Surprises can be fantastic and energizing, but for IT professionals not so. Hidden downtime and blind spots raise anxieties in network teams. However, in the increasingly complex arena of information and communications technologies, careful change management protects business. Systems monitoring is comprehensive.
As businesses grow and evolve, so does their infrastructure. In general, this makes it difficult to maintain total visibility of key systems. Blind spots emerge. In effect, these are sources of downtime which cost money and turn staff attention away from productive activity to firefighting.
Cost of Downtime
According to Gartner, the average cost of IT systems downtime is impacting business at a rate close to $5,600 per minute. In essence, revenue streams slow to a stop while employee effort and expense fight the burning fire, and the reputational risk increases with each passing minute.
The New Customer Experience
Businesses depend heavily on telecommunications to engage with their customers. In fact, research from Statista shows that the preference for shopping online versus in-store decreases with increased age:
- 67% of millennials prefer to shop online
- 56% of gen-Xers prefer to shop online
- 41% of baby boomers prefer online shopping
- only 28% of seniors prefer online shopping
The B2C trend reflects also in B2B markets and many businesses are simply not investing in brick-and-mortar premises. Rather, they are engaging with their customers online, and via telephone and contact centre technologies.
While email, web-chat, and others are important communication channels, the humble telephone conversation remains the “number 1” choice. This is particularly true where the business transaction value is high or the customer service request is complex.
It is simply more satisfying and comfortable for the customer to engage in conversation with a person.
Blind Spots in the Global Telecoms Network
Blind spots can lead to surprises or worse to a complete lack of awareness. With centralized contact centres servicing global markets, a simple phone call is far from simple.
For a customer to talk to an agent, a connection is established which transits the customer’s own network, the business’s network, and more.
Basically, the “more” comes into play as carriers and network providers leverage intermediary relationships (other networks) at peak times, or for specific routes. The end result is a phone connection involving multiple international interconnects. Call go through multiple regulatory jurisdictions, and things can, and do, go wrong.
Critically, if a customer connection fails before reaching the business network, the business is totally unaware and blind to the issue.
Additionally, if a customer does successfully connect, the long-distance network routing often experiences issues of latency, post-dial delay, and poor audio quality. These do not allow for a productive business conversation.
Customer satisfaction ratings are hurt when customers cannot make a call. The potential to foresee an outage and prevent it from happening is attractive. Using a platform, telecoms teams and customer experience teams can proactively monitor services. They can identify interruption signs before customer impact.
According to Insider Intelligence, US ecommerce sales will exceed $1 trillion for the first time in 2022. Prior to the pandemic, forecasting put this milestone in 2024. Worldwide ecommerce sales will likely reach $6 trillion by 2024.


**Task instructions:** Among the lines of the records below, copy those that hold the word "Style".

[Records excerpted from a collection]

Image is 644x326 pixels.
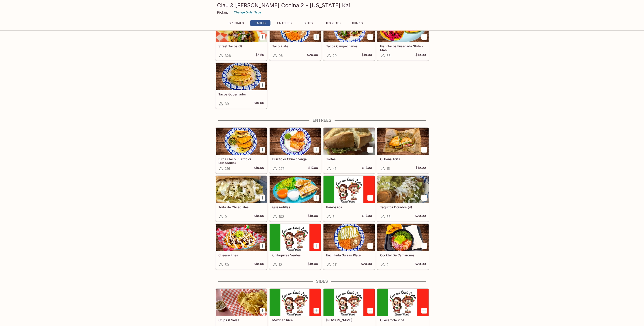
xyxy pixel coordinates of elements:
a: Torta de Chilaquiles9$18.00 [216,176,267,221]
span: 102 [279,215,284,219]
a: Cocktel De Camarones2$20.00 [377,223,429,269]
h5: Chilaquiles Verdes [273,253,318,257]
h5: Torta de Chilaquiles [219,205,264,209]
h5: Taquitos Dorados (4) [380,205,426,209]
h5: $20.00 [361,262,372,267]
h5: $20.00 [415,262,426,267]
a: Tacos Gobernador39$19.00 [216,63,267,108]
span: 326 [225,53,231,58]
h5: Pambazos [326,205,372,209]
div: Tacos Campechanos [324,15,375,42]
a: Burrito or Chimichanga275$17.00 [269,128,321,173]
div: Refried Beans [324,289,375,316]
button: Add Chilaquiles Verdes [313,243,319,249]
span: 39 [225,102,229,106]
div: Taco Plate [269,15,321,42]
a: Cubana Torta15$19.00 [377,128,429,173]
h5: Tacos Gobernador [219,92,264,96]
h5: $17.00 [308,166,318,171]
div: Mexican Rice [269,289,321,316]
span: 216 [225,166,230,171]
span: 15 [387,166,390,171]
button: Add Guacamole 2 oz. [422,308,427,313]
span: 29 [333,53,337,58]
h5: Birria (Taco, Burrito or Quesadilla) [219,157,264,164]
span: 66 [387,215,391,219]
span: 2 [387,263,389,267]
button: Specials [226,20,246,26]
button: Add Cubana Torta [422,147,427,152]
button: Add Chips & Salsa [259,308,265,313]
h4: Entrees [215,118,429,123]
h5: Chips & Salsa [219,318,264,322]
a: Enchilada Suizas Plate211$20.00 [323,223,375,269]
h5: Fish Tacos Ensenada Style - Mahi [380,44,426,52]
div: Tacos Gobernador [216,63,267,90]
div: Burrito or Chimichanga [269,128,321,155]
h5: $18.00 [361,53,372,58]
h5: $19.00 [254,101,264,106]
h5: Taco Plate [273,44,318,48]
h5: Enchilada Suizas Plate [326,253,372,257]
h5: Cubana Torta [380,157,426,161]
a: Tacos Campechanos29$18.00 [323,15,375,61]
div: Pambazos [324,176,375,203]
h5: Cocktel De Camarones [380,253,426,257]
h4: Sides [215,279,429,284]
span: 12 [279,263,282,267]
button: Entrees [274,20,295,26]
div: Torta de Chilaquiles [216,176,267,203]
h5: Quesadillas [273,205,318,209]
div: Chilaquiles Verdes [269,224,321,251]
a: Taco Plate96$20.00 [269,15,321,61]
button: Add Taquitos Dorados (4) [422,195,427,200]
h5: $18.00 [254,213,264,219]
button: Add Street Tacos (1) [259,34,265,40]
h5: $19.00 [415,166,426,171]
h5: Tacos Campechanos [326,44,372,48]
div: Chips & Salsa [216,289,267,316]
button: Add Enchilada Suizas Plate [368,243,373,249]
h5: $19.00 [415,53,426,58]
button: Add Tacos Gobernador [259,82,265,88]
span: 6 [333,215,335,219]
button: Add Burrito or Chimichanga [313,147,319,152]
a: Chilaquiles Verdes12$18.00 [269,223,321,269]
span: 41 [333,166,336,171]
div: Street Tacos (1) [216,15,267,42]
button: Change Order Type [232,9,263,16]
h5: Burrito or Chimichanga [273,157,318,161]
div: Quesadillas [269,176,321,203]
h5: Cheese Fries [219,253,264,257]
div: Tortas [324,128,375,155]
button: Add Tortas [368,147,373,152]
span: 96 [279,53,283,58]
a: Fish Tacos Ensenada Style - Mahi66$19.00 [377,15,429,61]
button: Desserts [322,20,343,26]
div: Cheese Fries [216,224,267,251]
h5: [PERSON_NAME] [326,318,372,322]
h5: Guacamole 2 oz. [380,318,426,322]
h3: Clau & [PERSON_NAME] Cocina 2 - [US_STATE] Kai [217,2,427,9]
h5: $20.00 [307,53,318,58]
button: Tacos [250,20,270,26]
button: Add Torta de Chilaquiles [259,195,265,200]
p: Pickup [217,10,228,15]
h5: $17.00 [363,213,372,219]
a: Tortas41$17.00 [323,128,375,173]
h5: $5.50 [256,53,264,58]
h5: $20.00 [415,213,426,219]
span: 66 [387,53,391,58]
h5: $18.00 [254,262,264,267]
button: Add Mexican Rice [313,308,319,313]
a: Taquitos Dorados (4)66$20.00 [377,176,429,221]
button: Add Cocktel De Camarones [422,243,427,249]
span: 211 [333,263,337,267]
button: Add Fish Tacos Ensenada Style - Mahi [422,34,427,40]
button: Add Quesadillas [313,195,319,200]
a: Cheese Fries50$18.00 [216,223,267,269]
div: Guacamole 2 oz. [378,289,428,316]
h5: $17.00 [363,166,372,171]
span: 9 [225,215,227,219]
button: Drinks [347,20,367,26]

**Written response:**
h5: Fish Tacos Ensenada Style - Mahi [380,44,426,52]
a: Fish Tacos Ensenada Style - Mahi66$19.00 [377,15,429,61]
button: Add Fish Tacos Ensenada Style - Mahi [422,34,427,40]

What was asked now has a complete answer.